Drawing transparent objects on top of deferred shading

I’m writing a deferred shading system in webgl.

My g-buffer is a framebuffer object with the following attachments:
-Color: Floating point texture, packing screenspace normals, colors, depth, etc.
-Depth: Renderbuffer

I pack the depth into the floating point texture because my system doesn’t support depth textures.

After filling the g-buffer, I do the light accumulation pass onto the default framebuffer and this works okay.

But after this, I want to draw some transparent objects using traditional forward shading.
But I want these transparent objects to be occluded by deferred shaded objects.
The problem is my default framebuffer’s depth buffer doesn’t really have useful information in it.

One solution is this:
While drawing the transparent objects, in the fragment shader, sample the g-buffer, compare the depth in the g-buffer with the depth of the pixel, and discard the pixel if it fails this depth test (by setting alpha = 0 or something).

This seems inefficient, because we’re sampling a vec4 from a float texture, just to read one value. Also, this precludes any early fragment depth testing.

What I would like to do is take my g-buffer’s depth renderbuffer and “attach it” to the default framebuffer, or something to that effect.

There is no way to attach the default framebuffer’s images to an FBO, nor is there a way to attach images to the default framebuffer.

The correct way to do this is to do your lighting pass into an FBO. At which point, your default framebuffer doesn’t need to even have depth buffer. You just do a blit from your lighting buffer into the default framebuffer.

Plus, if you decide later to employ HDR, you can do that easily enough; your blit just becomes a render call from your floating-point buffer to the default framebuffer.

Ah that makes sense. How do I “blit” though? Does it require glBlitFramebuffer? Because that appears to be unavailable in webgl

glBlitFramebuffer is the standard way. But you can instead render a full-screen quad to transfer a texture to the framebuffer. Or you can use glCopyTexSubImage2D to copy the framebuffer to a texture.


:: WORK ORDER ::
An exact transcription is needed, starting with the line that contains "Given this 1024px×681px" and ending with the last line of the records.

>>>>

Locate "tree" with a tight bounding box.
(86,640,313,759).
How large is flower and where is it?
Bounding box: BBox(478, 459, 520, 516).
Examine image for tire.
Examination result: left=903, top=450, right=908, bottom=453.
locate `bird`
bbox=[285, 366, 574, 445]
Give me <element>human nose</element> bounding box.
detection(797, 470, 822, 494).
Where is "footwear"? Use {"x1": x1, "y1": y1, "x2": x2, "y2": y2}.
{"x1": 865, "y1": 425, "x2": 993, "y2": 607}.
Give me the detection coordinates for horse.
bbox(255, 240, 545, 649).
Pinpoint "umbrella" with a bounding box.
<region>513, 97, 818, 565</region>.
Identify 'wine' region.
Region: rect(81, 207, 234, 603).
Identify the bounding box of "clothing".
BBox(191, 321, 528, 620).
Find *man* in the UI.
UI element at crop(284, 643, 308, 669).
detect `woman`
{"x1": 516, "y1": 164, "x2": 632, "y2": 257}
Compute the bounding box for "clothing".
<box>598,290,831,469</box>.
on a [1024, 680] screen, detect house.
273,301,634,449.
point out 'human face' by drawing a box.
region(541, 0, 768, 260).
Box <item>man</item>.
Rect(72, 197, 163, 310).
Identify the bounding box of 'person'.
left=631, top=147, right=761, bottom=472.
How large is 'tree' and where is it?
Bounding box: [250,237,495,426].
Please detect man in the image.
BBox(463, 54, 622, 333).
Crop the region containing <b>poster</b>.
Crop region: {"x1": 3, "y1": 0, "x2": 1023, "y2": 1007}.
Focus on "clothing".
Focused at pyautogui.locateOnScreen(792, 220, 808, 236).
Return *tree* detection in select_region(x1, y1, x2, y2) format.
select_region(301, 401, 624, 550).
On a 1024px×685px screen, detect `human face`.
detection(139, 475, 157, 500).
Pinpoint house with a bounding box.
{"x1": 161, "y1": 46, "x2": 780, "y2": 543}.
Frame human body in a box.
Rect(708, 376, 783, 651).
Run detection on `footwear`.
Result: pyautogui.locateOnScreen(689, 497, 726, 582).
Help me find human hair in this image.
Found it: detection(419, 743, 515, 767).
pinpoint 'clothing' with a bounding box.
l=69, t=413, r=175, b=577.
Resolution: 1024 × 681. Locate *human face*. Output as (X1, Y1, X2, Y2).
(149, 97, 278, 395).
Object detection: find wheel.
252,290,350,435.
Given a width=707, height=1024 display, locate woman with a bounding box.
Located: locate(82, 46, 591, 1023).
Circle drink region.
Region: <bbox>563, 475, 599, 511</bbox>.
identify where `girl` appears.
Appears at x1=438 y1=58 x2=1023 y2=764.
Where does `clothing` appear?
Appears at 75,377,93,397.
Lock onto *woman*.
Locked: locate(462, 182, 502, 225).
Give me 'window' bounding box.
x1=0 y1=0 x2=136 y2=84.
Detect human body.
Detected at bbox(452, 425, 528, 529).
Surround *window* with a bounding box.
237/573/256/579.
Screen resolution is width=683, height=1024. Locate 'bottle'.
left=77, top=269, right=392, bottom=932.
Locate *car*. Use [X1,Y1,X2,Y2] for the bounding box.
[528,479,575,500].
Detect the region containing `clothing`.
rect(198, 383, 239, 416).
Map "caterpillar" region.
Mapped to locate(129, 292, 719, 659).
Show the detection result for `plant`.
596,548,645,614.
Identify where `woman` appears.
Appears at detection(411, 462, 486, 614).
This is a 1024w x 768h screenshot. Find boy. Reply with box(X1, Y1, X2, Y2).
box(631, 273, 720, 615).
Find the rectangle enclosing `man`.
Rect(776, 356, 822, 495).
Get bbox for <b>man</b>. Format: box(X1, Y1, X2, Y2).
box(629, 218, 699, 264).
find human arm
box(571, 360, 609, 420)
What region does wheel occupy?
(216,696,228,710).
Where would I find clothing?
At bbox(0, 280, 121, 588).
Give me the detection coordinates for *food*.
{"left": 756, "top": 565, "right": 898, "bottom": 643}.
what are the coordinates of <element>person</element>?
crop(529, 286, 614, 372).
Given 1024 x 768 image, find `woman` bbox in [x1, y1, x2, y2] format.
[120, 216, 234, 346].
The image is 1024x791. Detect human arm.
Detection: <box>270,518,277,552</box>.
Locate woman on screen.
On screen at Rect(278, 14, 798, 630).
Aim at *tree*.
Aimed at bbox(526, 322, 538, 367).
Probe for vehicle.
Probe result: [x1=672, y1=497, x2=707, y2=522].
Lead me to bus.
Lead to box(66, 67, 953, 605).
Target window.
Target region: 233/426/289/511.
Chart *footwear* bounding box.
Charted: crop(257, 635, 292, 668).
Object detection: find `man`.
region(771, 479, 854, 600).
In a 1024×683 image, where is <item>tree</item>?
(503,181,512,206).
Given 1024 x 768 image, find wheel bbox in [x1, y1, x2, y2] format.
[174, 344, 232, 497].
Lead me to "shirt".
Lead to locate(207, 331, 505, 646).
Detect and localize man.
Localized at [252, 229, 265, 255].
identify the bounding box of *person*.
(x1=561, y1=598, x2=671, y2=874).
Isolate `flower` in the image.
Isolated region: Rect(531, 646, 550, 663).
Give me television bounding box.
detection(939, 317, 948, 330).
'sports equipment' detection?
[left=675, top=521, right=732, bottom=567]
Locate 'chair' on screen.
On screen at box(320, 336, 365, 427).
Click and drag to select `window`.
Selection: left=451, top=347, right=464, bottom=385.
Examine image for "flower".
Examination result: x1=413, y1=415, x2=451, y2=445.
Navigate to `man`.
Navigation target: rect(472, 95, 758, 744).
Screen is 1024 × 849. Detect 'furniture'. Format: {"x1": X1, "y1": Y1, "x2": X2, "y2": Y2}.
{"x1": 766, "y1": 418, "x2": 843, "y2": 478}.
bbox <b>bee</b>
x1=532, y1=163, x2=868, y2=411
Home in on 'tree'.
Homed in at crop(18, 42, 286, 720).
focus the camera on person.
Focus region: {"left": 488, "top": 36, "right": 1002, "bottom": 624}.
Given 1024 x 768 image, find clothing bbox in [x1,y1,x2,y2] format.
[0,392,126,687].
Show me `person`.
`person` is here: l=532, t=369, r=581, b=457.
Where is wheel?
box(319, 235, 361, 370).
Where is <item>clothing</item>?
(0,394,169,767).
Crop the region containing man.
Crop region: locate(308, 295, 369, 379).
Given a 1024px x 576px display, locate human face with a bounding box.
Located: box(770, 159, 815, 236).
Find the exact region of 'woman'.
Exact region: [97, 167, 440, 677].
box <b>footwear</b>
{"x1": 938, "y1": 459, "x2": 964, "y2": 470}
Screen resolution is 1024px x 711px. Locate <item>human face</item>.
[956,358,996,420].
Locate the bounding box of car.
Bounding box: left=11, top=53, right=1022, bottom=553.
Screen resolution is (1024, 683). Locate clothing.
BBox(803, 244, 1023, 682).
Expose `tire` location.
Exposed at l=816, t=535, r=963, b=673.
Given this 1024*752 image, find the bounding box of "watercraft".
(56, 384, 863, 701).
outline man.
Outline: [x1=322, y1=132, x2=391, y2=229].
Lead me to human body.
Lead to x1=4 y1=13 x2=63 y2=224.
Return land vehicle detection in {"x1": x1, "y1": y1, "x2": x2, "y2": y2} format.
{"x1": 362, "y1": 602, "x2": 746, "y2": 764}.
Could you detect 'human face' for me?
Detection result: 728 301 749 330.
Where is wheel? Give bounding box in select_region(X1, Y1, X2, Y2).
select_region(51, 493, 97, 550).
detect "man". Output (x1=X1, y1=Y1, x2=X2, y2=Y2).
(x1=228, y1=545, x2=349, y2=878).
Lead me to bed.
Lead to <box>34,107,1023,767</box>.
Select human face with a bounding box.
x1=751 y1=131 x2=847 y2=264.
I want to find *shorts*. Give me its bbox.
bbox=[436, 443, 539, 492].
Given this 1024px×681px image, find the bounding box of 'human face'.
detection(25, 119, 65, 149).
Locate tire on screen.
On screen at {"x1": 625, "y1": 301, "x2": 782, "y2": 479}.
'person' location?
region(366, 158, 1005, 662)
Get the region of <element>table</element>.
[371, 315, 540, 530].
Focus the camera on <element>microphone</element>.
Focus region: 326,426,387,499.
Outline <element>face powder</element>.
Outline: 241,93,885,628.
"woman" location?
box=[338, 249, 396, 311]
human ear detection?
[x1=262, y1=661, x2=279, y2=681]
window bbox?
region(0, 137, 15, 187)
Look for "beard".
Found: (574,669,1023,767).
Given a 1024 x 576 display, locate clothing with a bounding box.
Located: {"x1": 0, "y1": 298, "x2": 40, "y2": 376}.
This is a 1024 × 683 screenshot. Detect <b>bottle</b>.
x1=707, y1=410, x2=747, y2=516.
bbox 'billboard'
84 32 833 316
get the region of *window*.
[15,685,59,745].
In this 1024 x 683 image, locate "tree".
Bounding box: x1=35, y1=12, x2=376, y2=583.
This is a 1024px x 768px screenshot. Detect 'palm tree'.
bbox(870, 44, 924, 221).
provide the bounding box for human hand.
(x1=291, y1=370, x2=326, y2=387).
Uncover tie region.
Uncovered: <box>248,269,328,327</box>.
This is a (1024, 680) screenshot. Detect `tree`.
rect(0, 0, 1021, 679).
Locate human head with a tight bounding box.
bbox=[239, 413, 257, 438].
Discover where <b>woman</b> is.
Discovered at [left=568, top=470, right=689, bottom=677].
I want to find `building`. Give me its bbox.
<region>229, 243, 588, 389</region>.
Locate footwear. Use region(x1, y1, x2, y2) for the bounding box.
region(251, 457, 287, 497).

<<<<

:: WRITTEN RESPONSE ::
Given this 1024px×681px image, find the bounding box of 'human face'.
detection(25, 119, 65, 149).
Locate tire on screen.
On screen at {"x1": 625, "y1": 301, "x2": 782, "y2": 479}.
'person' location?
region(366, 158, 1005, 662)
Get the region of <element>table</element>.
[371, 315, 540, 530].
Focus the camera on <element>microphone</element>.
Focus region: 326,426,387,499.
Outline <element>face powder</element>.
Outline: 241,93,885,628.
"woman" location?
box=[338, 249, 396, 311]
human ear detection?
[x1=262, y1=661, x2=279, y2=681]
window bbox?
region(0, 137, 15, 187)
Look for "beard".
Found: (574,669,1023,767).
Given a 1024 x 576 display, locate clothing with a bounding box.
Located: {"x1": 0, "y1": 298, "x2": 40, "y2": 376}.
This is a 1024 × 683 screenshot. Detect <b>bottle</b>.
x1=707, y1=410, x2=747, y2=516.
bbox 'billboard'
84 32 833 316
get the region of *window*.
[15,685,59,745].
In this 1024 x 683 image, locate "tree".
Bounding box: x1=35, y1=12, x2=376, y2=583.
This is a 1024px x 768px screenshot. Detect 'palm tree'.
bbox(870, 44, 924, 221).
provide the bounding box for human hand.
(x1=291, y1=370, x2=326, y2=387).
Uncover tie region.
Uncovered: <box>248,269,328,327</box>.
This is a (1024, 680) screenshot. Detect `tree`.
rect(0, 0, 1021, 679).
Locate human head with a tight bounding box.
bbox=[239, 413, 257, 438].
Discover where <b>woman</b> is.
Discovered at [left=568, top=470, right=689, bottom=677].
I want to find `building`. Give me its bbox.
<region>229, 243, 588, 389</region>.
Locate footwear. Use region(x1, y1, x2, y2) for the bounding box.
region(251, 457, 287, 497).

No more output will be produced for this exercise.